Environmental Justice and Climate Action
Are the two in conflict? What should we make of the attacks on Mary Nichols?
Mary Nichols, the frontrunner to head EPA, was knocked out of contention earlier this week. She would have been a formidable choice to implement Biden’s climate policies. For that reason, it wasn’t clear whether she would have the votes to get through the narrowly divided Senate. But she was ultimately taken down by the fierce opposition of progressive environmental justice advocates.
According to the NY Times, the primary issue was Nichols’s support for California’s cap-and-trade system. As the Times story explains, the cap-and-trade program “is designed to broadly reduce pollution of planet-warming greenhouse gases — but disproportionately does so at the expense, the groups said, of communities of color by exposing them to more pollutants like smog and soot.”
My view is that this criticism of cap-and-trade is largely misplaced, as I wrote in a 2012 article. It overlooks the way in which California’s program has generated huge amounts of funding for programs directly benefitting disadvantaged communities. As a reason to block Nichols, the criticism also seems a bit irrelevant, since decisions by the D.C. Circuit have sharply limited EPA’s ability to implement cap-and-trade programs.
I suspect that a related criticism may actually have had more to do with the opposition. Besides disagreeing with Nichols, EJ groups “charged that Ms. Nichols had repeatedly disregarded or dismissed the concerns of those communities about the effects of the climate policies she enacted.” I don’t have any inside knowledge of interactions between Nichols and EJ groups. What I do know is that mainstream environmentalists mostly seemed to brush off EJ concerns about California’s approach. There was particular dismay when EJ groups sued unsuccessfully to stop implementation of the cap-and-trade program.
I suspect that this sense of not being taken seriously is what most embittered EJ advocates. I’m sure that’s not how it seemed to Nichols, just as it wasn’t the way it seemed to many of us at the time. Hopefully, by now we have all learned the need to listen seriously to those voices.
Listening, however, doesn’t guarantee agreement. One Biden priority is moving as quickly and decisively as possible to cut carbon emissions. Another priority is addressing the needs of disadvantaged communities. Most often, the two goals coincide. When the two priorities do conflict, however, Biden may face some tough choices.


### TASK REQUIREMENTS
Look through the entries. Copy each line that has the word "swinger".

### Dataset rows about figures

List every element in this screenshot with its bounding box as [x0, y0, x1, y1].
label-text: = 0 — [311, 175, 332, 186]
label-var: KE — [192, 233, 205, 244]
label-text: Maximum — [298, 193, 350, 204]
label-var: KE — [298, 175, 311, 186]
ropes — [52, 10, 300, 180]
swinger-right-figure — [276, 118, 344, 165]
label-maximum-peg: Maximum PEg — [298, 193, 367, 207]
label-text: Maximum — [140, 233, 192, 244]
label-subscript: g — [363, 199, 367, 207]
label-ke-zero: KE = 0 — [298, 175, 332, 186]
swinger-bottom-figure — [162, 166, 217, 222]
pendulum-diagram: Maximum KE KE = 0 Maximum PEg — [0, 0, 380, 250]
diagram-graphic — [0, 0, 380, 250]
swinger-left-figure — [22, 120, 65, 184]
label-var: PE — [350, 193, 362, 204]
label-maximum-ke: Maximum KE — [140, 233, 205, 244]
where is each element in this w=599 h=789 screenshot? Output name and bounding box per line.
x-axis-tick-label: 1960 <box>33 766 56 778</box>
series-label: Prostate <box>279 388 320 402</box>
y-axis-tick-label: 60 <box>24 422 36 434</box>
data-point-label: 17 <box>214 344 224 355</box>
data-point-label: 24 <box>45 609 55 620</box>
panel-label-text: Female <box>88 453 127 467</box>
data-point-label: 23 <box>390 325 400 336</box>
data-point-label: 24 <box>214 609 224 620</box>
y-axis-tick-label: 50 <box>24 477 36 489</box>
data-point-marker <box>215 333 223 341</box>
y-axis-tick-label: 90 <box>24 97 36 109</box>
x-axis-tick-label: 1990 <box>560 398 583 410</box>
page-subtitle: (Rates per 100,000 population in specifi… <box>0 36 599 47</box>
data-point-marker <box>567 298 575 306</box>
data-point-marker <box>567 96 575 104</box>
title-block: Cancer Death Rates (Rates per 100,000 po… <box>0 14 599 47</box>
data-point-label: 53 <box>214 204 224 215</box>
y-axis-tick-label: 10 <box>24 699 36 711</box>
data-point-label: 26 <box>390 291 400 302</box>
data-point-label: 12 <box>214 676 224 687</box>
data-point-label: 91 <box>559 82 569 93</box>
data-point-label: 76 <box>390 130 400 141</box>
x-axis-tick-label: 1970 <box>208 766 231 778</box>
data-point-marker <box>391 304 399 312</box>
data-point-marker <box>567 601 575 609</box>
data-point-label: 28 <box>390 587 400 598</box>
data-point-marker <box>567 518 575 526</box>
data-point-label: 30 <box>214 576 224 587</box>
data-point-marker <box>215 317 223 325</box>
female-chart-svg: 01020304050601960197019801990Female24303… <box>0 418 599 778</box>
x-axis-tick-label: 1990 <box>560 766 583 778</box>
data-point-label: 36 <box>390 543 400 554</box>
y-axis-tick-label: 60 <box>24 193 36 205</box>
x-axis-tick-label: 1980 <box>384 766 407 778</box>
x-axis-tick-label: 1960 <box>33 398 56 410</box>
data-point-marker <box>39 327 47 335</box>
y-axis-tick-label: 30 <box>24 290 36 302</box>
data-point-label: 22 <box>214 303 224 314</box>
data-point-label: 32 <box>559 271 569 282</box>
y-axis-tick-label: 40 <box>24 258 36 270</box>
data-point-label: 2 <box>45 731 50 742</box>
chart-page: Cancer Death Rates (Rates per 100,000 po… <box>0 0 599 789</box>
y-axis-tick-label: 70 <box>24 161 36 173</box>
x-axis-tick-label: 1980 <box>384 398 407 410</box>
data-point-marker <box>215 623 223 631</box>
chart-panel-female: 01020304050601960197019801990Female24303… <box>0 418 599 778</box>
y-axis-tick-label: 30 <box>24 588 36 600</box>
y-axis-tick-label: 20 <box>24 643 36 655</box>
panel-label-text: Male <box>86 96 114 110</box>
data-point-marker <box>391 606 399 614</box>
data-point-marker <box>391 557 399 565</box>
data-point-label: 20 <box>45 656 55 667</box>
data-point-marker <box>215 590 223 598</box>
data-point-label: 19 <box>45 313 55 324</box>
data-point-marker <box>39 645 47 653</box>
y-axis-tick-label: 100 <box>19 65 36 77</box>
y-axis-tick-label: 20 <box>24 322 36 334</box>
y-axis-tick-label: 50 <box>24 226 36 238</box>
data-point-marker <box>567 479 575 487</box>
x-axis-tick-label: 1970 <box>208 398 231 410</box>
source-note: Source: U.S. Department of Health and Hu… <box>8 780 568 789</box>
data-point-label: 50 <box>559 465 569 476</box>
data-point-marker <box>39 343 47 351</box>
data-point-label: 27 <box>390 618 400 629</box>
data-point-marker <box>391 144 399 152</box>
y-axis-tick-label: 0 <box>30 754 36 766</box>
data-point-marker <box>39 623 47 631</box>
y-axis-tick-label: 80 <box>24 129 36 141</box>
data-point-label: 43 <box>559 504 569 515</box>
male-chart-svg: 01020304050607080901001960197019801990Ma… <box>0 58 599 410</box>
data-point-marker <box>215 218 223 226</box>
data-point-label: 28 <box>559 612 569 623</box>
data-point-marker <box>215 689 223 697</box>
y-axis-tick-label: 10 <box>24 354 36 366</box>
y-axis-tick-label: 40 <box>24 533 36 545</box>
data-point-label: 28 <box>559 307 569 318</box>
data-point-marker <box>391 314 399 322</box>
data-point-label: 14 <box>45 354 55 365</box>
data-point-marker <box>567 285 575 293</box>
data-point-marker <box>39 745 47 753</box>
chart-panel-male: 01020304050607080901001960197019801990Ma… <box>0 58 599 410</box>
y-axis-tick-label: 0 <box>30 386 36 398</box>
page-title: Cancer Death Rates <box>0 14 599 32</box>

### EXPECTED ANSWER
swinger-right-figure — [276, 118, 344, 165]
swinger-bottom-figure — [162, 166, 217, 222]
swinger-left-figure — [22, 120, 65, 184]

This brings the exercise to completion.